Hazard was going on another jinking run when Norwich’s Ryan Bennett took a wild swing at a clearance. Indeed, so bad was Bennett’s attempt he missed the ball, and the player, a defensive air shot that succeeded only in making Hazard fear for his kneecaps.
He took evasive action, jumping in the air, and was clattered by Bennett’s upper body in mid-swipe. At first it looked as if he had been booted skywards, but replays revealed the truth. In avoiding the follow-through, Hazard had collided with his man. Technically, he wasn’t kicked, but as Bennett’s abandon left Hazard with no choice but to desert the ball, it is hard to see how this wasn’t a foul, full contact or not.
Take this to its logical end and a defender could make a fist and go to throw a punch at an on-rushing forward and as long as he didn’t deliver the blow, it would be fair game if he flinched and fell over.
Chelsea had the best of the chances in open play, including two efforts denied by the woodwork.
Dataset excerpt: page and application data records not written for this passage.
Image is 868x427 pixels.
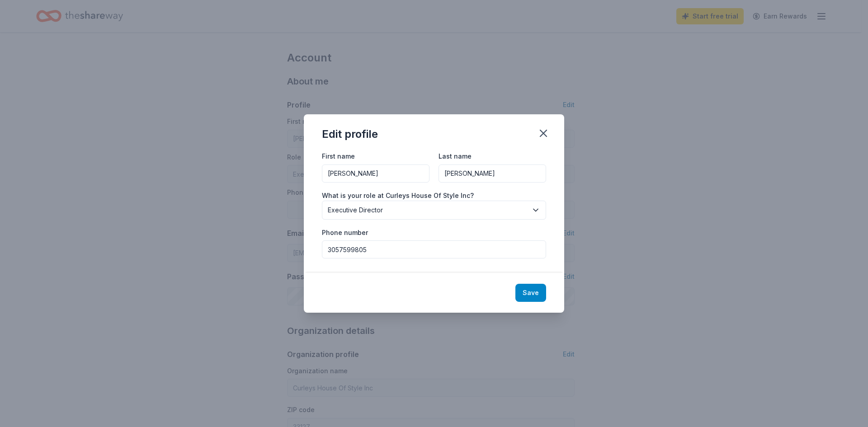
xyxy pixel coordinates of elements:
span: Executive Director [327,204,527,215]
button: Save [515,284,546,302]
label: What is your role at Curleys House Of Style Inc? [322,191,474,200]
label: Last name [438,152,471,161]
label: Phone number [322,228,368,237]
div: Edit profile [322,127,378,141]
label: First name [322,152,354,161]
button: Executive Director [322,201,546,219]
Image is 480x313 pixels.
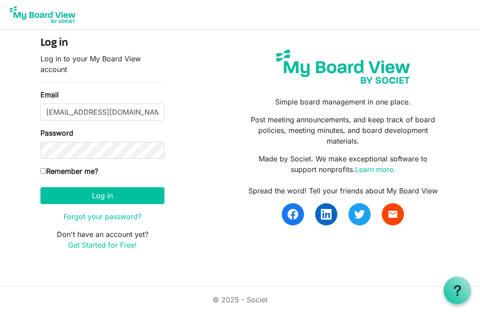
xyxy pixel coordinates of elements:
label: Email [40,89,59,100]
a: Learn more. [355,165,396,174]
div: Spread the word! Tell your friends about My Board View [247,185,440,196]
a: Forgot your password? [64,212,141,221]
p: Post meeting announcements, and keep track of board policies, meeting minutes, and board developm... [247,114,440,146]
a: Get Started for Free! [68,241,137,249]
span: email [388,209,398,220]
a: © 2025 - Societ [213,295,268,304]
img: My Board View Logo [7,4,78,26]
p: Made by Societ. We make exceptional software to support nonprofits. [247,153,440,175]
p: Log in to your My Board View account [40,53,165,75]
h4: Log in [40,37,165,50]
img: my-board-view-societ.svg [271,44,416,89]
img: twitter.svg [354,209,365,220]
a: email [382,203,404,225]
button: Log in [40,187,165,204]
input: Remember me? [40,168,46,174]
label: Password [40,128,73,138]
label: Remember me? [40,166,98,177]
p: Simple board management in one place. [247,97,440,107]
img: facebook.svg [288,209,298,220]
img: linkedin.svg [321,209,332,220]
p: Don't have an account yet? [40,229,165,250]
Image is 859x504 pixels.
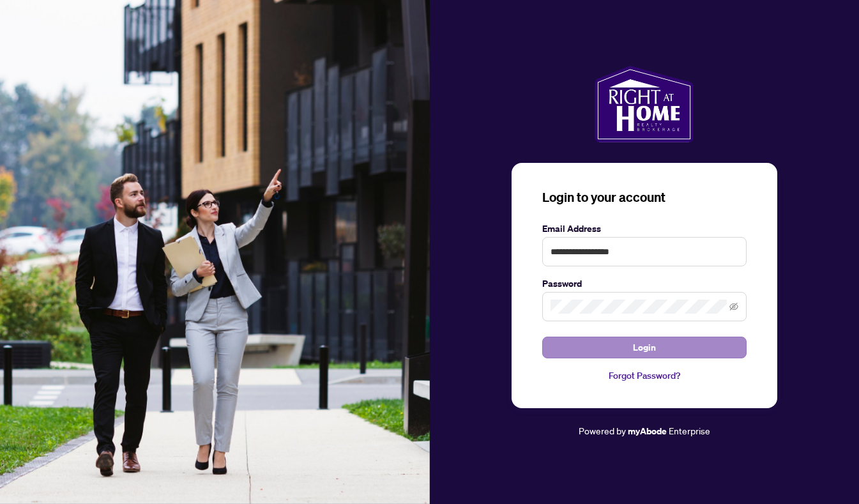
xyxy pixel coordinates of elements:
span: Login [633,337,656,358]
img: ma-logo [595,66,694,142]
a: myAbode [628,424,667,438]
label: Password [543,277,746,291]
span: Powered by [578,425,626,436]
span: Enterprise [669,425,711,436]
h3: Login to your account [543,189,746,207]
span: eye-invisible [730,302,738,311]
label: Email Address [543,221,746,235]
a: Forgot Password? [543,369,746,382]
button: Login [543,337,746,358]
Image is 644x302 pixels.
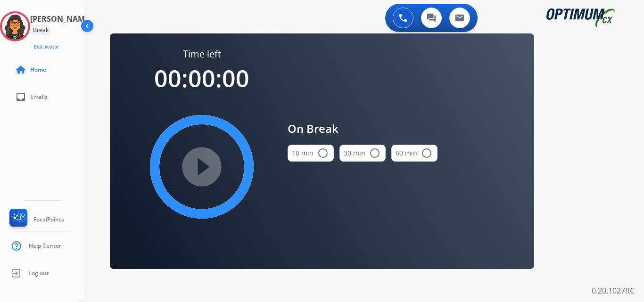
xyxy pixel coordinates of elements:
mat-icon: inbox [15,92,26,102]
button: 10 min [288,145,334,161]
h3: [PERSON_NAME] [30,14,92,24]
button: Edit Avatar [30,42,63,53]
p: 0.20.1027RC [591,285,635,297]
span: FocalPoints [34,216,64,223]
img: avatar [2,14,28,40]
button: 60 min [391,145,437,161]
span: Time left [183,47,221,61]
span: Log out [28,269,49,278]
span: 00:00:00 [154,63,249,94]
span: Emails [30,93,47,101]
span: Home [30,66,46,73]
button: 30 min [339,145,385,161]
a: FocalPoints [7,209,64,230]
mat-icon: home [15,64,26,75]
mat-icon: radio_button_unchecked [317,148,328,159]
div: Break [30,24,52,36]
span: On Break [288,121,437,137]
span: Help Center [29,242,62,249]
mat-icon: radio_button_unchecked [421,148,433,159]
mat-icon: radio_button_unchecked [369,148,380,159]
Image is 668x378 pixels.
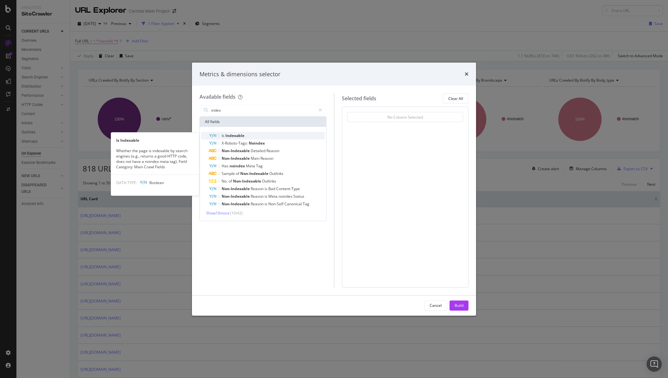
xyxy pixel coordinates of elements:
[200,70,281,78] div: Metrics & dimensions selector
[261,155,274,161] span: Reason
[269,171,284,176] span: Outlinks
[200,117,326,127] div: All fields
[222,186,251,191] span: Non-Indexable
[647,356,662,371] div: Open Intercom Messenger
[251,155,261,161] span: Main
[230,210,243,215] span: ( 10 / 42 )
[465,70,469,78] div: times
[265,201,269,206] span: is
[206,210,230,215] span: Show 10 more
[449,96,463,101] div: Clear All
[279,193,293,199] span: noindex
[443,93,469,103] button: Clear All
[249,140,265,146] span: Noindex
[222,193,251,199] span: Non-Indexable
[246,163,256,168] span: Meta
[211,105,316,115] input: Search by field name
[222,140,249,146] span: X-Robots-Tags:
[303,201,310,206] span: Tag
[229,178,233,184] span: of
[425,300,447,310] button: Cancel
[222,133,226,138] span: Is
[269,193,279,199] span: Meta
[256,163,263,168] span: Tag
[388,114,423,120] div: No Column Selected
[111,148,199,170] div: Whether the page is indexable by search engines (e.g., returns a good HTTP code, does not have a ...
[222,163,230,168] span: Has
[342,95,377,102] div: Selected fields
[233,178,262,184] span: Non-Indexable
[269,186,276,191] span: Bad
[222,171,236,176] span: Sample
[251,193,265,199] span: Reason
[226,133,245,138] span: Indexable
[230,163,246,168] span: noindex
[251,148,267,153] span: Detailed
[111,137,199,143] div: Is Indexable
[265,193,269,199] span: is
[200,93,236,100] div: Available fields
[251,201,265,206] span: Reason
[285,201,303,206] span: Canonical
[222,148,251,153] span: Non-Indexable
[251,186,265,191] span: Reason
[192,63,476,315] div: modal
[240,171,269,176] span: Non-Indexable
[269,201,285,206] span: Non-Self
[267,148,280,153] span: Reason
[430,302,442,308] div: Cancel
[293,193,305,199] span: Status
[455,302,464,308] div: Build
[450,300,469,310] button: Build
[222,178,229,184] span: No.
[265,186,269,191] span: is
[262,178,276,184] span: Outlinks
[276,186,300,191] span: Content-Type
[222,201,251,206] span: Non-Indexable
[222,155,251,161] span: Non-Indexable
[236,171,240,176] span: of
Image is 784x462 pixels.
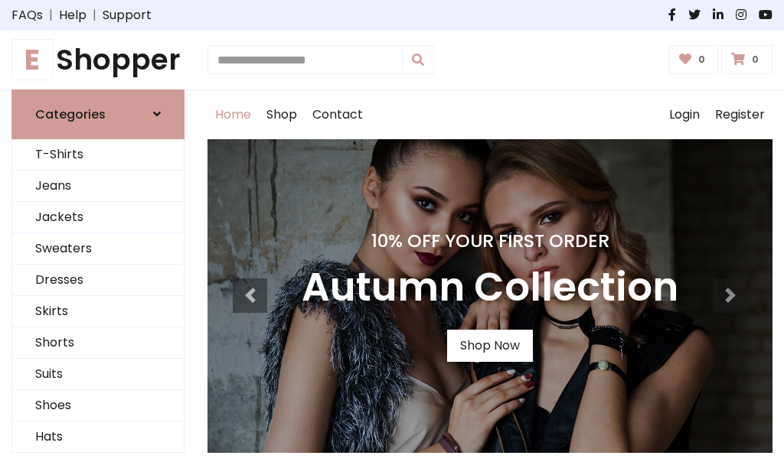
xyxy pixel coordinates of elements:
[11,6,43,24] a: FAQs
[12,422,184,453] a: Hats
[103,6,152,24] a: Support
[669,45,719,74] a: 0
[305,90,370,139] a: Contact
[35,107,106,122] h6: Categories
[12,171,184,202] a: Jeans
[11,43,184,77] h1: Shopper
[12,296,184,328] a: Skirts
[302,230,678,252] h4: 10% Off Your First Order
[721,45,772,74] a: 0
[12,202,184,233] a: Jackets
[207,90,259,139] a: Home
[11,43,184,77] a: EShopper
[11,90,184,139] a: Categories
[748,53,762,67] span: 0
[12,139,184,171] a: T-Shirts
[59,6,86,24] a: Help
[12,328,184,359] a: Shorts
[661,90,707,139] a: Login
[694,53,709,67] span: 0
[707,90,772,139] a: Register
[447,330,533,362] a: Shop Now
[12,359,184,390] a: Suits
[259,90,305,139] a: Shop
[12,390,184,422] a: Shoes
[11,39,53,80] span: E
[12,265,184,296] a: Dresses
[302,264,678,311] h3: Autumn Collection
[43,6,59,24] span: |
[86,6,103,24] span: |
[12,233,184,265] a: Sweaters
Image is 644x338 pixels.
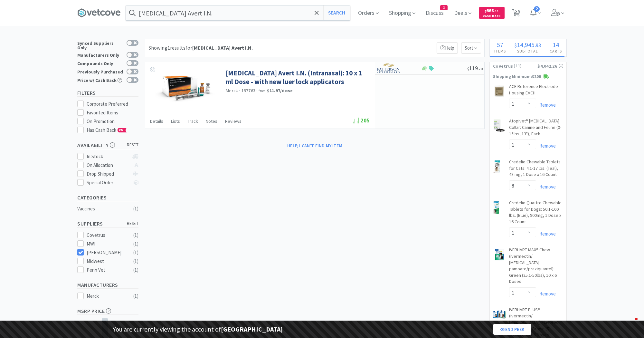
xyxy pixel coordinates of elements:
img: f5e969b455434c6296c6d81ef179fa71_3.png [377,63,401,73]
span: 93 [535,42,541,48]
div: Midwest [86,257,126,265]
img: 0d438ada7fe84402947888c594a08568_264449.png [493,248,506,261]
h5: MSRP Price [77,307,139,315]
div: On Allocation [86,161,129,169]
div: ( 1 ) [133,205,139,212]
p: Help [437,42,458,53]
img: eec9dae82df94063abc5dd067415c917_544088.png [493,119,505,132]
input: Search by item, sku, manufacturer, ingredient, size... [126,6,350,20]
span: · [256,88,258,93]
a: IVERHART MAX® Chew (ivermectin/ [MEDICAL_DATA] pamoate/praziquantel): Green (25.1-50lbs), 10 x 6 ... [509,247,563,287]
a: Credelio Chewable Tablets for Cats: 4.1-17 lbs. (Teal), 48 mg, 1 Dose x 16 Count [509,159,563,180]
p: You are currently viewing the account of [113,324,283,334]
h5: Categories [77,194,139,201]
span: . 11 [494,9,499,13]
div: ( 1 ) [133,292,139,300]
span: reset [127,220,139,227]
span: reset [127,142,139,148]
span: 14,945 [516,40,534,48]
a: $668.11Cash Back [479,4,504,21]
span: 119 [467,64,483,72]
a: End Peek [493,323,531,334]
span: 2 [534,6,540,12]
div: $4,042.26 [537,63,563,69]
strong: $11.97 / dose [267,88,293,93]
span: ( 11 ) [513,63,537,69]
div: Synced Suppliers Only [77,40,123,50]
span: $ [515,42,516,48]
img: 7220d567ea3747d4a47ed9a587d8aa96_416228.png [493,160,500,173]
a: Remove [536,290,556,296]
span: · [239,88,240,93]
a: Remove [536,102,556,108]
img: 8a8b543f37fc4013bf5c5bdffe106f0c_39425.png [493,85,505,98]
a: Atopivet® [MEDICAL_DATA] Collar: Canine and Feline (0-15lbs, 13"), Each [509,118,563,139]
span: for [185,44,253,51]
h4: Subtotal [510,48,545,54]
div: Penn Vet [86,266,126,274]
h5: Suppliers [77,220,139,228]
h5: Availability [77,141,139,148]
span: Has Cash Back [86,127,127,133]
span: . 70 [478,66,483,71]
div: Price w/ Cash Back [77,77,123,82]
iframe: Intercom live chat [622,316,637,331]
strong: [MEDICAL_DATA] Avert I.N. [192,44,253,51]
div: Manufacturers Only [77,52,123,57]
h5: Filters [77,89,139,96]
span: 205 [353,117,370,124]
span: 3 [440,6,447,10]
div: ( 1 ) [133,248,139,256]
span: Notes [205,118,217,124]
span: Reviews [225,118,242,124]
span: from [258,88,266,93]
a: Merck [226,88,238,93]
span: Sort [461,42,481,53]
a: Remove [536,143,556,148]
a: [MEDICAL_DATA] Avert I.N. (Intranasal): 10 x 1 ml Dose - with new luer lock applicators [226,69,368,86]
div: ( 1 ) [133,257,139,265]
div: MWI [86,240,126,248]
img: 868b877fb8c74fc48728056354f79e3c_777170.png [493,201,499,214]
div: ( 1 ) [133,240,139,248]
div: . [510,42,545,48]
div: Covetrus [86,231,126,239]
div: Favorited Items [86,109,139,117]
strong: [GEOGRAPHIC_DATA] [221,325,283,333]
span: 14 [553,40,559,48]
h4: Carts [545,48,566,54]
p: Shipping Minimum: $200 [489,74,566,80]
button: Help, I can't find my item [283,140,346,151]
div: In Stock [86,153,129,160]
a: Discuss3 [423,10,446,16]
a: Remove [536,231,556,237]
img: 94d5d91ba993469998d1726e8a566e41_407954.jpg [155,69,219,105]
span: Details [150,118,163,124]
div: Drop Shipped [86,170,129,178]
h4: Items [489,48,510,54]
h5: Manufacturers [77,281,139,288]
div: Showing 1 results [148,44,253,52]
span: CB [118,128,125,132]
span: 57 [497,40,503,48]
div: Corporate Preferred [86,100,139,108]
div: Merck [86,292,126,300]
a: ACE Reference Electrode Housing EACH [509,83,563,99]
span: $ [467,66,469,71]
span: 668 [485,7,499,13]
span: Track [188,118,198,124]
span: 197763 [242,88,256,93]
div: Previously Purchased [77,69,123,74]
span: Lists [171,118,180,124]
a: 57 [510,11,523,17]
div: Special Order [86,179,129,186]
a: Credelio Quattro Chewable Tablets for Dogs: 50.1-100 lbs. (Blue), 900mg, 1 Dose x 16 Count [509,199,563,228]
div: Vaccines [77,205,129,212]
span: $ [485,9,486,13]
button: Search [323,6,350,20]
div: On Promotion [86,118,139,125]
img: 2a25c391b7524444b3007fe8044bf202_32128.png [493,308,506,321]
div: ( 1 ) [133,266,139,274]
div: [PERSON_NAME] [86,248,126,256]
div: Compounds Only [77,60,123,66]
For the first, Schurrle cut inside from the left and hit a low curling shot which struck the far post.
Immediately after half-time, great skill from Hazard found Ivanovic, forwarding the ball square to David Luiz, whose shot hit the bar.
There were other opportunities, Luiz over at the near post, a shot from Hazard that forced a fine full-length save from Ruddy, a header from Terry that could have been better directed; on a different day one of these opportunities would have gone in and Chelsea would have led the Premier League table going into the final week of the season.
That they fell at this innocuous hurdle, however, is symptomatic of their problems all season, and Mourinho is too shrewd not to appreciate this.
We may have witnessed the end of an era at Chelsea, Ashley Cole’s tears as the players embarked on that modern phenomenon, the lap of appreciation, perhaps signified a summer of change. If so, it could be expensive and ruthless and, next season, no suckers will be getting an even break.